The first research goal was to develop a system to monitor the vegetated roofs water storage over time My system uses a weighing approach in which the vegetated roof module is suspended from a frame structure The module frame was designed to provide adequate clearance for a 100 kg minimum load capacity The frame also was designed to withstand the effects of weathering, wind, rain, ultraviolet rays, and freezing temperatures Finally, the design is easily assembled on a roof with limited access.

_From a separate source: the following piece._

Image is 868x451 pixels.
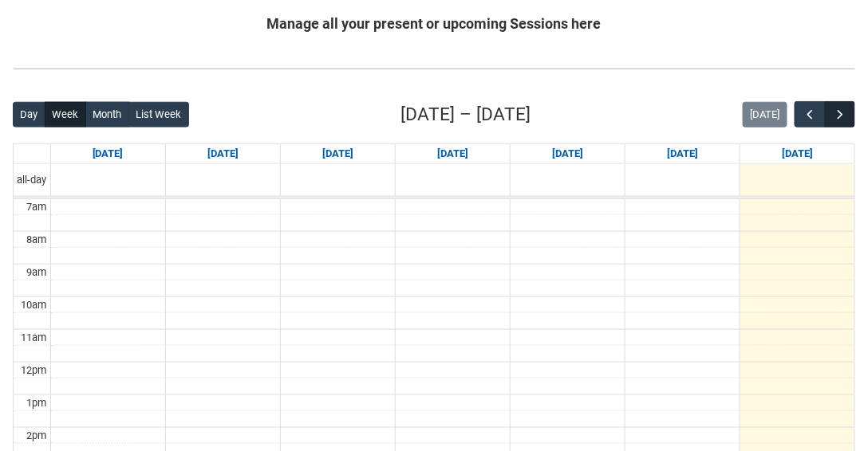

The system's frame is constructed from 1.9 cm galvanized steel pipes (Figure 2-12) The pipe is jointed together with galvanized steel T, 45° bends, close nipple (Figure 2-13), and 90° bend connections (Figure 2-14) A galvanized steel 56 kg testwire is used as both horizontal and cross supports in tension The rope reel is threadedinto the support frame (Figure 2-14) and connected in the center by a turnbuckle to facilitate tightening (Figure 2-15) The steel wire is threaded underneath steel C channel supports (Figure 2-16) and both ends are connected to the split ring hanger Two split ring hangers are connected above and below the load cell and connect to both the moduleframe and the hanging module These hangers connect to an overhead horizontal pipewhich supports the entire module and its steel supports (Figure 2-17) The frame isplaced on specialized concrete blocks with a protective undercoating to minimize damage

to the roofing material These concrete contact points also act as a friction surface to

reduce horizontal movement due to wind.